Her beauty helped bring her roles in such films as “The Group” (1966), based on Mary McCarthy’s novel about the lives of a group of college girls, and “Dutchman” (1967), from Amiri Baraka’s explosive one-act play about a middle-class black man and a sexually provocativ­e white woman. After playing a pregnant woman who runs off with a football player in Francis Ford Coppola’s “The Rain People,” released in 1969, she wearied of the Hollywood routine, terming the studio bosses “blockheads.”

Knight moved to England with her second husband, British playwright John Hopkins, with whom she had a daughter, Sophie. (Her first husband was producer Gene Persson, father of her older daughter, Kaitlin).
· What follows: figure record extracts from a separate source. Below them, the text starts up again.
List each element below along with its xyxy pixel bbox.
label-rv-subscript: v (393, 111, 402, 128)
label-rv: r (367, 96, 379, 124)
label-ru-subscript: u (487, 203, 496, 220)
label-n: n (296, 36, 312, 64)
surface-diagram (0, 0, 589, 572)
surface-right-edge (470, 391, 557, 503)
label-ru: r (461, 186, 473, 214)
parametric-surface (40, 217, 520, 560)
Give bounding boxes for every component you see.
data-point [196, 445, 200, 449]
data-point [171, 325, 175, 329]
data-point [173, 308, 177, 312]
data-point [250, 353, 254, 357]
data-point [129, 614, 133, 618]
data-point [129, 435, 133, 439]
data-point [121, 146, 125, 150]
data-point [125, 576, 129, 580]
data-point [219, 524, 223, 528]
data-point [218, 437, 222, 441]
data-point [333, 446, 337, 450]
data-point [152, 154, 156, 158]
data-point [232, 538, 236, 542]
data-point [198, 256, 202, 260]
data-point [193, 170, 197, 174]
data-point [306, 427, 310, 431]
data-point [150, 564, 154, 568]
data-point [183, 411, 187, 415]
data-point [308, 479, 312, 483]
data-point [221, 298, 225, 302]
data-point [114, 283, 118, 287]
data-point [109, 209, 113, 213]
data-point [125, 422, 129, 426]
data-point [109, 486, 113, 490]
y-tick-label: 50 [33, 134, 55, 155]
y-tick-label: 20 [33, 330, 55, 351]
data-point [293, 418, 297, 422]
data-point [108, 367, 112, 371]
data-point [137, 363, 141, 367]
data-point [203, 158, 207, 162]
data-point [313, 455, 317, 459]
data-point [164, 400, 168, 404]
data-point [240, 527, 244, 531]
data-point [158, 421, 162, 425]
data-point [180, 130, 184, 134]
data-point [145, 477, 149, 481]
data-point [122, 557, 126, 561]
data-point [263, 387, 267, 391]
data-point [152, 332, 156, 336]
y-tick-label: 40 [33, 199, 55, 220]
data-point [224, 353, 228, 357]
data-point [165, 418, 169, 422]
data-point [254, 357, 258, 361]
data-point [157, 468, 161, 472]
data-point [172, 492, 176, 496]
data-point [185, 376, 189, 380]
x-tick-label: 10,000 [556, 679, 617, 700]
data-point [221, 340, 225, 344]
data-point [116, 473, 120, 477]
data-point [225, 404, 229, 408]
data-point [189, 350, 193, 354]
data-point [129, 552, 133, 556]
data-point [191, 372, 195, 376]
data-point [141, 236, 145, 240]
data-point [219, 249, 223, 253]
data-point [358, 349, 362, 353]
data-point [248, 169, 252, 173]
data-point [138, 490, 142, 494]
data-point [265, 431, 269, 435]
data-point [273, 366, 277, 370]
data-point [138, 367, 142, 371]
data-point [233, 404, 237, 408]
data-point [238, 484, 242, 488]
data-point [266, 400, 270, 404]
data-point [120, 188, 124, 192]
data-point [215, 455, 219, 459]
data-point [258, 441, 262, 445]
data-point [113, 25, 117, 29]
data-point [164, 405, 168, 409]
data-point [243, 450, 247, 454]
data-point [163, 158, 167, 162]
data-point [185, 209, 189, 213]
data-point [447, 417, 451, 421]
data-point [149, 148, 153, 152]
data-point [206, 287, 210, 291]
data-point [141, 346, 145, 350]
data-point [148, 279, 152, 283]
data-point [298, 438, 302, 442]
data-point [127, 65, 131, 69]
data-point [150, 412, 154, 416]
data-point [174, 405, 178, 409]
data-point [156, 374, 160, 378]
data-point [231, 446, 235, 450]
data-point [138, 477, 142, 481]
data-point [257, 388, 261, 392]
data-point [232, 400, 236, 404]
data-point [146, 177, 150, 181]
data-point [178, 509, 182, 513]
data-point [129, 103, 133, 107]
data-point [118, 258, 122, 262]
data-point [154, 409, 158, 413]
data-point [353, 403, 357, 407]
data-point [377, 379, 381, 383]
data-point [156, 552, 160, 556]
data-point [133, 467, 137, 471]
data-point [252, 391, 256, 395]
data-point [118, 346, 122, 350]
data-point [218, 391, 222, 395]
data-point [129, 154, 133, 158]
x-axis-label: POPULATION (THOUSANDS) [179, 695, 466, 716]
Over the next few years, she raised her daughters and did needlework. But “I decided that acting is what I do best,” she said. The family moved back to the US and she returned to films in “Beyond the Poseidon Adventure.” She also appeared in such films as “Endless Love” (as Brooke Shields’ mother), “As Good as It Gets” (as Helen Hunt’s mother) and “Divine Secrets of the Ya-Ya Sisterhood.”
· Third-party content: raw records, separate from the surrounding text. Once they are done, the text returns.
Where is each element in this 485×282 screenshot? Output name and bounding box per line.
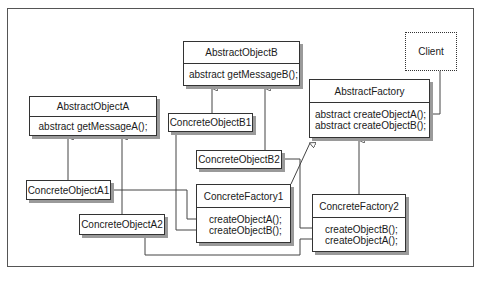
class-concrete-object-a2[interactable]: ConcreteObjectA2 [79, 214, 165, 235]
class-abstract-object-b[interactable]: AbstractObjectB abstract getMessageB(); [183, 41, 300, 86]
method-list: createObjectA(); createObjectB(); [197, 207, 290, 240]
class-concrete-factory-1[interactable]: ConcreteFactory1 createObjectA(); create… [196, 184, 291, 243]
class-concrete-object-b2[interactable]: ConcreteObjectB2 [196, 150, 282, 169]
method-list: abstract createObjectA(); abstract creat… [310, 102, 429, 135]
class-name: AbstractObjectA [30, 97, 156, 116]
class-concrete-object-a1[interactable]: ConcreteObjectA1 [26, 180, 111, 200]
class-abstract-object-a[interactable]: AbstractObjectA abstract getMessageA(); [29, 96, 157, 136]
diagram-canvas: AbstractObjectB abstract getMessageB(); … [0, 0, 485, 282]
method-create-object-a: createObjectA(); [325, 235, 400, 246]
client-label: Client [418, 46, 444, 57]
method-get-message-b: abstract getMessageB(); [184, 63, 299, 84]
class-name: AbstractObjectB [184, 42, 299, 63]
class-name: ConcreteObjectA2 [81, 219, 163, 230]
class-name: ConcreteObjectB1 [170, 117, 252, 128]
method-get-message-a: abstract getMessageA(); [30, 116, 156, 136]
method-create-object-a: abstract createObjectA(); [315, 109, 424, 120]
method-create-object-a: createObjectA(); [209, 214, 285, 225]
class-name: ConcreteFactory2 [313, 195, 405, 217]
class-concrete-object-b1[interactable]: ConcreteObjectB1 [168, 113, 253, 132]
method-create-object-b: abstract createObjectB(); [315, 120, 424, 131]
class-name: ConcreteFactory1 [197, 185, 290, 207]
class-name: ConcreteObjectA1 [28, 185, 110, 196]
class-concrete-factory-2[interactable]: ConcreteFactory2 createObjectB(); create… [312, 194, 406, 252]
client-box[interactable]: Client [405, 32, 457, 71]
class-name: AbstractFactory [310, 80, 429, 102]
class-abstract-factory[interactable]: AbstractFactory abstract createObjectA()… [309, 79, 430, 138]
method-create-object-b: createObjectB(); [325, 224, 400, 235]
method-list: createObjectB(); createObjectA(); [313, 217, 405, 250]
method-create-object-b: createObjectB(); [209, 225, 285, 236]
class-name: ConcreteObjectB2 [198, 154, 280, 165]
Meanwhile, she thrived on stage and television. She won a Tony award in 1976 as best featured actress in a play for “Kennedy’s Children.” Knight played, in the words of The New York Times review, “a very tart tart with an ambition of gold.”
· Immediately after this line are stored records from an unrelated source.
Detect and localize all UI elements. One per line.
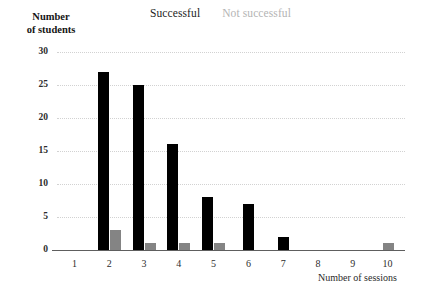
x-axis-line <box>52 250 405 251</box>
bar-group <box>162 144 196 250</box>
bar-group <box>266 237 300 250</box>
bar-group <box>231 204 265 250</box>
bar-successful <box>243 204 254 250</box>
y-axis-title-line-2: of students <box>27 24 76 35</box>
x-axis-tick-label: 2 <box>97 258 121 269</box>
y-axis-tick-label: 10 <box>22 178 48 188</box>
chart-legend: Successful Not successful <box>150 7 291 19</box>
legend-item-not-successful: Not successful <box>222 7 291 19</box>
y-axis-tick-label: 25 <box>22 79 48 89</box>
y-axis-title-line-1: Number <box>32 11 69 22</box>
x-axis-tick-label: 10 <box>376 258 400 269</box>
bar-group <box>197 197 231 250</box>
x-axis-tick-label: 3 <box>132 258 156 269</box>
bar-chart: Successful Not successful Number of stud… <box>0 0 423 296</box>
bar-group <box>371 243 405 250</box>
x-axis-tick-label: 4 <box>167 258 191 269</box>
bar-not-successful <box>179 243 190 250</box>
x-axis-tick-label: 9 <box>341 258 365 269</box>
bar-group <box>127 85 161 250</box>
bar-successful <box>202 197 213 250</box>
x-axis-tick-label: 5 <box>202 258 226 269</box>
y-axis-tick-label: 15 <box>22 145 48 155</box>
y-axis-title: Number of students <box>8 10 94 36</box>
bar-group <box>92 72 126 250</box>
bar-successful <box>167 144 178 250</box>
y-axis-tick-label: 0 <box>22 244 48 254</box>
bar-not-successful <box>214 243 225 250</box>
x-axis-tick-label: 6 <box>236 258 260 269</box>
plot-area <box>57 52 405 250</box>
x-axis-title: Number of sessions <box>318 272 397 283</box>
x-axis-tick-label: 8 <box>306 258 330 269</box>
bar-not-successful <box>110 230 121 250</box>
bar-not-successful <box>383 243 394 250</box>
bar-not-successful <box>145 243 156 250</box>
x-axis-tick-label: 7 <box>271 258 295 269</box>
bar-successful <box>133 85 144 250</box>
x-axis-tick-label: 1 <box>62 258 86 269</box>
y-axis-tick-label: 5 <box>22 211 48 221</box>
bar-successful <box>98 72 109 250</box>
bar-successful <box>278 237 289 250</box>
y-axis-tick-label: 30 <box>22 46 48 56</box>
legend-item-successful: Successful <box>150 7 200 19</box>
y-axis-tick-label: 20 <box>22 112 48 122</box>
She was nominated for another Tony in 1997 for best actress in Horton Foote’s “The Young Man From Atlanta.” As the Times put it, “the splendid Ms. Knight, who doesn’t waste a single fluttery gesture, brings an Ibsenesque weight to a woman frozen in the role of petulant, spoiled child bride.”

Knight became active in television starting in the ’80s and was nominated for Emmys eight times from 1981 to 2006. She won a guest actress Emmy in 1988 for playing Mel Harris’ mother in “Thirtysome­thing,” and then won two Emmys in the same year, 1995: one for a supporting actress role in the TV drama “Indictment: The McMartin Trial,” and a second for a guest actress role as a murder victim in “NYPD Blue.”

She was born Shirley Enola Knight on July 5, 1936, in the Kansas countrysid­e, 10 miles from the town of Lyons. Her family was musical and she learned to sing, tap dance and play instrument­s.

She was the first in her family to enter college, winning a scholarshi­p to a church college in Enid, Oklahoma, then moved to Wichita State University. She appeared in 32 plays in two years and did two seasons of summer stock.

She aimed to become an opera singer, then switched to acting when she saw Julie Harris in a touring company of “The Lark.” She traveled west to study acting at the Pasadena Playhouse. Warner Bros. signed her to a contract.

Betsy James Wyeth, the widow, business manager and muse of painter Andrew Wyeth, died Tuesday at age 98, according to the Brandywine River Museum of Art in Chadds Ford, Pennsylvan­ia, which she helped found.

She was a guiding force throughout her husband’s career, documentin­g and promoting his work and the legacy of a family that included book illustrato­r N.C. Wyeth, her father-in-law, and painter Jamie Wyeth, her son.

After the former’s death, she compiled and edited “The Wyeths: The Letters of N. C. Wyeth, 19011945,” a book that led to a reassessme­nt of his career. In 1976 she published the first book on her husband’s work, “Wyeth at Kuerners,” followed by “Christina’s World” in 1982.

Betsy James met Andrew Wyeth in Maine, where their families lived, and married him a year later, in 1940. They divided their time between coastal Maine and the sloping hills of Chadds Ford in southeaste­rn Pennsylvan­ia, the landscapes he captured in his muted, often melancholy paintings. He died in 2009.

Speaking to biographer Richard Meryman in 1966, Andrew Wyeth said his wife “made me see more clearly what I wanted.”

“Betsy galvanized me at the time I needed it,” Wyeth said. “She’s made me into a painter that I would not have been otherwise.”

Early in their marriage, Betsy Wyeth introduced her husband to neighbor Christina Olson, who became the subject of his 1948 series, “Christina’s World.”

In the early 1970s, she helped turn a 19th-century gristmill into the Brandywine River Museum, providing a public home for hundreds of pieces by three generation­s of the family.